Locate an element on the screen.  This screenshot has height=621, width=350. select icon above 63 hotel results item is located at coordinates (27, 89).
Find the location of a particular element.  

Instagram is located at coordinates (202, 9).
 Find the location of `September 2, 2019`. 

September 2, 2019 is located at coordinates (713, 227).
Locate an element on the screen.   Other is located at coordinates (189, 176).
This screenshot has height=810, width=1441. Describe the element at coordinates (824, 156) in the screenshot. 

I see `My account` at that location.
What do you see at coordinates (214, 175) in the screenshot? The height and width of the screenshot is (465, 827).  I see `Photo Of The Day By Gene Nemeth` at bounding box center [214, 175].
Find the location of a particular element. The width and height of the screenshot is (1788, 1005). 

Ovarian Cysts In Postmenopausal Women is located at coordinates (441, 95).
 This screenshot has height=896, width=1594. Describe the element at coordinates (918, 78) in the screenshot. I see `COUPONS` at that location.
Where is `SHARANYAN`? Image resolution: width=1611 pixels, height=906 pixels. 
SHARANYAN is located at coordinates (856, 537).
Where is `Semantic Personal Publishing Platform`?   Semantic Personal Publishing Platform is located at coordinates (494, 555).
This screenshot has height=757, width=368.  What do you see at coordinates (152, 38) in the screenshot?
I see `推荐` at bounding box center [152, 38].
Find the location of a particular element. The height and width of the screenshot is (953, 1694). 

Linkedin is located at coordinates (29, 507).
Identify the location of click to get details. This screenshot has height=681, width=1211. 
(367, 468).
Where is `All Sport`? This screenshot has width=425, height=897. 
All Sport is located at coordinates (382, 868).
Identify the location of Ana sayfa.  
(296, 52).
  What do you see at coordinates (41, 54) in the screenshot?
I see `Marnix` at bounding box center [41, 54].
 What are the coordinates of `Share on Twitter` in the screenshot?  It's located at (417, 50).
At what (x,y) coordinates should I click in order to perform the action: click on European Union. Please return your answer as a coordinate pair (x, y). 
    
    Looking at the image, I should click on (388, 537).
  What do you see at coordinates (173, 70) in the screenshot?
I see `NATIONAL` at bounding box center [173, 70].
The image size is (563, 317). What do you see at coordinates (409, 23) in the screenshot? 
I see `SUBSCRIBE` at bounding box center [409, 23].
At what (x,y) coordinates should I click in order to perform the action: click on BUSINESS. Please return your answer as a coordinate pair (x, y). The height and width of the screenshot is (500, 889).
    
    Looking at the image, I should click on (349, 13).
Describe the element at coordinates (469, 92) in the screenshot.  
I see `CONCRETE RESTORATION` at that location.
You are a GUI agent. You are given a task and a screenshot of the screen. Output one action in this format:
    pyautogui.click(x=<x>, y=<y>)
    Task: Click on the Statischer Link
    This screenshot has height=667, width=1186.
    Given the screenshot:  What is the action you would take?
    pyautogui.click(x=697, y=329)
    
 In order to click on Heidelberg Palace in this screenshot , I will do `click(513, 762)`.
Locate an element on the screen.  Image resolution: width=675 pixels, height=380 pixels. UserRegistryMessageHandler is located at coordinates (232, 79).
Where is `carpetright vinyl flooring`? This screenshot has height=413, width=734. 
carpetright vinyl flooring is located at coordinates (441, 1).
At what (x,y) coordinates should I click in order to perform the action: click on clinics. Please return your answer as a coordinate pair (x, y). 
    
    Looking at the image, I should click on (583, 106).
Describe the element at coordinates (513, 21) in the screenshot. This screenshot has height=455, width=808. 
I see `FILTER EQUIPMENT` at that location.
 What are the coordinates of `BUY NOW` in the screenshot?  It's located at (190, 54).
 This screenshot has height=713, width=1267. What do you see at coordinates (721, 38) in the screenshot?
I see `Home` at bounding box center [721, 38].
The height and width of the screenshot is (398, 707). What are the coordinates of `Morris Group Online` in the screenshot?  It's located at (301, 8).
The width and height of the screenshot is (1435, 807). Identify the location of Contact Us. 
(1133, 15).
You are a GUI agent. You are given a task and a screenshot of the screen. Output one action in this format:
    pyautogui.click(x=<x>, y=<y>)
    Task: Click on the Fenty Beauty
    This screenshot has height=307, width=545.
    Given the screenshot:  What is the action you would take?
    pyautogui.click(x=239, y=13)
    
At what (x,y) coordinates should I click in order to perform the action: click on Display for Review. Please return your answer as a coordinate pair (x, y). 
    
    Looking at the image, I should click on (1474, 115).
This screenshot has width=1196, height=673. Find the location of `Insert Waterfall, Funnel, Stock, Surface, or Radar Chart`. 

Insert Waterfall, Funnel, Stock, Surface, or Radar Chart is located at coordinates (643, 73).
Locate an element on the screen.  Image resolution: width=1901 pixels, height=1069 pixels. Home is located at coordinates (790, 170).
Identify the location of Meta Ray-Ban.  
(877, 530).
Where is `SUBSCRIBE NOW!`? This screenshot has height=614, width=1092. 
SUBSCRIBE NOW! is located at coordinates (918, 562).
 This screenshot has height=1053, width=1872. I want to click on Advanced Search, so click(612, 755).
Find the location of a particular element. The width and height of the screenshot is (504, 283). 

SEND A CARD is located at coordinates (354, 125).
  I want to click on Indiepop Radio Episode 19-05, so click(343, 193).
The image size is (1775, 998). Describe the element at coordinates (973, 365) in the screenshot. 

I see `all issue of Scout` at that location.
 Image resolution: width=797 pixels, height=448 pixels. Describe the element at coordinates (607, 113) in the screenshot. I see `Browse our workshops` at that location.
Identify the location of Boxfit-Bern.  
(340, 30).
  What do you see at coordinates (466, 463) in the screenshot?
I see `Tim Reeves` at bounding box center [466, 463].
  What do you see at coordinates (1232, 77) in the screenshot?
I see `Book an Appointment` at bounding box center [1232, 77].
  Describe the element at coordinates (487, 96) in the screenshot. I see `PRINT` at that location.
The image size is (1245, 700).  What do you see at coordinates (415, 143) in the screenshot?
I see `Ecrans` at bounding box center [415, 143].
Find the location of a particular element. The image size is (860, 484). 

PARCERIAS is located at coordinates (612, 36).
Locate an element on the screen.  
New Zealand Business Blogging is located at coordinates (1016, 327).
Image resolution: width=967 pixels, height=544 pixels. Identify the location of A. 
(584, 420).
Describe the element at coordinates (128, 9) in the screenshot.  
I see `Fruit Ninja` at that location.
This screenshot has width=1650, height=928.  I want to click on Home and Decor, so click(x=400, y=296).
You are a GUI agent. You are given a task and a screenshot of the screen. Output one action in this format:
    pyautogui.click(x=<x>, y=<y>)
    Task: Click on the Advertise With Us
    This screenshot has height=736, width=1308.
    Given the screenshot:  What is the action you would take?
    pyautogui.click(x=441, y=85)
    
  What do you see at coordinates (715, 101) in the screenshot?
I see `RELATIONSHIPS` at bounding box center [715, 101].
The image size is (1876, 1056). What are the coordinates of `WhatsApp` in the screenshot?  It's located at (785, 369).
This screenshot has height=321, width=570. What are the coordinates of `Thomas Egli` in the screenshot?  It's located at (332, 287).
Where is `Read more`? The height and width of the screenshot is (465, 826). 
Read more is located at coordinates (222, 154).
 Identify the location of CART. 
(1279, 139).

==========

◆ WORK INSTRUCTION ◆
Reproduce the entries exactly as they appear.

◆ SOLUTION BELOW ◆
Locate an element on the screen.  This screenshot has height=621, width=350. select icon above 63 hotel results item is located at coordinates (27, 89).
Find the location of a particular element.  

Instagram is located at coordinates (202, 9).
 Find the location of `September 2, 2019`. 

September 2, 2019 is located at coordinates (713, 227).
Locate an element on the screen.   Other is located at coordinates (189, 176).
This screenshot has height=810, width=1441. Describe the element at coordinates (824, 156) in the screenshot. 

I see `My account` at that location.
What do you see at coordinates (214, 175) in the screenshot? The height and width of the screenshot is (465, 827).  I see `Photo Of The Day By Gene Nemeth` at bounding box center [214, 175].
Find the location of a particular element. The width and height of the screenshot is (1788, 1005). 

Ovarian Cysts In Postmenopausal Women is located at coordinates (441, 95).
 This screenshot has height=896, width=1594. Describe the element at coordinates (918, 78) in the screenshot. I see `COUPONS` at that location.
Where is `SHARANYAN`? Image resolution: width=1611 pixels, height=906 pixels. 
SHARANYAN is located at coordinates (856, 537).
Where is `Semantic Personal Publishing Platform`?   Semantic Personal Publishing Platform is located at coordinates (494, 555).
This screenshot has height=757, width=368.  What do you see at coordinates (152, 38) in the screenshot?
I see `推荐` at bounding box center [152, 38].
Find the location of a particular element. The height and width of the screenshot is (953, 1694). 

Linkedin is located at coordinates (29, 507).
Identify the location of click to get details. This screenshot has height=681, width=1211. 
(367, 468).
Where is `All Sport`? This screenshot has width=425, height=897. 
All Sport is located at coordinates (382, 868).
Identify the location of Ana sayfa.  
(296, 52).
  What do you see at coordinates (41, 54) in the screenshot?
I see `Marnix` at bounding box center [41, 54].
 What are the coordinates of `Share on Twitter` in the screenshot?  It's located at (417, 50).
At what (x,y) coordinates should I click in order to perform the action: click on European Union. Please return your answer as a coordinate pair (x, y). 
    
    Looking at the image, I should click on (388, 537).
  What do you see at coordinates (173, 70) in the screenshot?
I see `NATIONAL` at bounding box center [173, 70].
The image size is (563, 317). What do you see at coordinates (409, 23) in the screenshot? 
I see `SUBSCRIBE` at bounding box center [409, 23].
At what (x,y) coordinates should I click in order to perform the action: click on BUSINESS. Please return your answer as a coordinate pair (x, y). The height and width of the screenshot is (500, 889).
    
    Looking at the image, I should click on (349, 13).
Describe the element at coordinates (469, 92) in the screenshot.  
I see `CONCRETE RESTORATION` at that location.
You are a GUI agent. You are given a task and a screenshot of the screen. Output one action in this format:
    pyautogui.click(x=<x>, y=<y>)
    Task: Click on the Statischer Link
    This screenshot has height=667, width=1186.
    Given the screenshot:  What is the action you would take?
    pyautogui.click(x=697, y=329)
    
 In order to click on Heidelberg Palace in this screenshot , I will do `click(513, 762)`.
Locate an element on the screen.  Image resolution: width=675 pixels, height=380 pixels. UserRegistryMessageHandler is located at coordinates (232, 79).
Where is `carpetright vinyl flooring`? This screenshot has height=413, width=734. 
carpetright vinyl flooring is located at coordinates (441, 1).
At what (x,y) coordinates should I click in order to perform the action: click on clinics. Please return your answer as a coordinate pair (x, y). 
    
    Looking at the image, I should click on (583, 106).
Describe the element at coordinates (513, 21) in the screenshot. This screenshot has height=455, width=808. 
I see `FILTER EQUIPMENT` at that location.
 What are the coordinates of `BUY NOW` in the screenshot?  It's located at (190, 54).
 This screenshot has height=713, width=1267. What do you see at coordinates (721, 38) in the screenshot?
I see `Home` at bounding box center [721, 38].
The height and width of the screenshot is (398, 707). What are the coordinates of `Morris Group Online` in the screenshot?  It's located at (301, 8).
The width and height of the screenshot is (1435, 807). Identify the location of Contact Us. 
(1133, 15).
You are a GUI agent. You are given a task and a screenshot of the screen. Output one action in this format:
    pyautogui.click(x=<x>, y=<y>)
    Task: Click on the Fenty Beauty
    This screenshot has height=307, width=545.
    Given the screenshot:  What is the action you would take?
    pyautogui.click(x=239, y=13)
    
At what (x,y) coordinates should I click in order to perform the action: click on Display for Review. Please return your answer as a coordinate pair (x, y). 
    
    Looking at the image, I should click on (1474, 115).
This screenshot has width=1196, height=673. Find the location of `Insert Waterfall, Funnel, Stock, Surface, or Radar Chart`. 

Insert Waterfall, Funnel, Stock, Surface, or Radar Chart is located at coordinates (643, 73).
Locate an element on the screen.  Image resolution: width=1901 pixels, height=1069 pixels. Home is located at coordinates (790, 170).
Identify the location of Meta Ray-Ban.  
(877, 530).
Where is `SUBSCRIBE NOW!`? This screenshot has height=614, width=1092. 
SUBSCRIBE NOW! is located at coordinates (918, 562).
 This screenshot has height=1053, width=1872. I want to click on Advanced Search, so click(612, 755).
Find the location of a particular element. The width and height of the screenshot is (504, 283). 

SEND A CARD is located at coordinates (354, 125).
  I want to click on Indiepop Radio Episode 19-05, so click(343, 193).
The image size is (1775, 998). Describe the element at coordinates (973, 365) in the screenshot. 

I see `all issue of Scout` at that location.
 Image resolution: width=797 pixels, height=448 pixels. Describe the element at coordinates (607, 113) in the screenshot. I see `Browse our workshops` at that location.
Identify the location of Boxfit-Bern.  
(340, 30).
  What do you see at coordinates (466, 463) in the screenshot?
I see `Tim Reeves` at bounding box center [466, 463].
  What do you see at coordinates (1232, 77) in the screenshot?
I see `Book an Appointment` at bounding box center [1232, 77].
  Describe the element at coordinates (487, 96) in the screenshot. I see `PRINT` at that location.
The image size is (1245, 700).  What do you see at coordinates (415, 143) in the screenshot?
I see `Ecrans` at bounding box center [415, 143].
Find the location of a particular element. The image size is (860, 484). 

PARCERIAS is located at coordinates (612, 36).
Locate an element on the screen.  
New Zealand Business Blogging is located at coordinates (1016, 327).
Image resolution: width=967 pixels, height=544 pixels. Identify the location of A. 
(584, 420).
Describe the element at coordinates (128, 9) in the screenshot.  
I see `Fruit Ninja` at that location.
This screenshot has width=1650, height=928.  I want to click on Home and Decor, so click(x=400, y=296).
You are a GUI agent. You are given a task and a screenshot of the screen. Output one action in this format:
    pyautogui.click(x=<x>, y=<y>)
    Task: Click on the Advertise With Us
    This screenshot has height=736, width=1308.
    Given the screenshot:  What is the action you would take?
    pyautogui.click(x=441, y=85)
    
  What do you see at coordinates (715, 101) in the screenshot?
I see `RELATIONSHIPS` at bounding box center [715, 101].
The image size is (1876, 1056). What are the coordinates of `WhatsApp` in the screenshot?  It's located at (785, 369).
This screenshot has height=321, width=570. What are the coordinates of `Thomas Egli` in the screenshot?  It's located at (332, 287).
Where is `Read more`? The height and width of the screenshot is (465, 826). 
Read more is located at coordinates (222, 154).
 Identify the location of CART. 
(1279, 139).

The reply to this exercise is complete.